Bid Management Pitfalls
Finally, there are a few things to keep in mind when you start to manage bids using a system. Even the best systems are never set-and-forget.
I once was asked to look at an account and figure out why it tanked. It turned out that a very expensive (and usually very good) bid management tool had correctly lowered bids drastically when the advertiser launched new landing pages that had a much worse conversion rate than usual. The advertiser fixed the issue with the site, but they forgot to reset their bids — and so, their best keywords lingered on page two for several months until they realized their mistake.
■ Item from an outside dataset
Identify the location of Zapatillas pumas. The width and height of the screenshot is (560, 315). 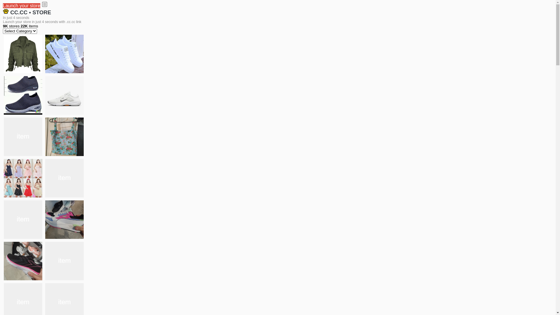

You may also find yourself potentially hurting your account performance if you don’t consider the entire conversion path. Some keywords may not have a lot of last-click conversions, but they may play an important role early on during the purchase cycle. If your bids are purely based on last-click attribution data, you may start to narrow the upper portion of your funnel, leading to problems down the road.
Another part of the path is to understand the typical delay until a conversion happens. You should factor this into your lookback windows. Additionally, don’t forget about the simple reporting delays that are common between AdWords and Analytics. In some cases, it may take 3 days for all conversions to be reported by Analytics to AdWords. If your lookback window doesn’t account for this delay, you’ll always set your bids too low.
Finally, consider that there may be significant volatility in the size of orders placed on your site, and this can impact the ROAS metrics over shorter time frames. Say that most orders are $50, but once a week you close a $300 deal. If you measure a period that is too short to capture these bigger orders, you will also be underbidding.
Conclusion
Bid management is clearly a big topic. I know because this post is three times the length I was planning for, and I know there’s so much more that could be covered! Please share your own experiences in the comments!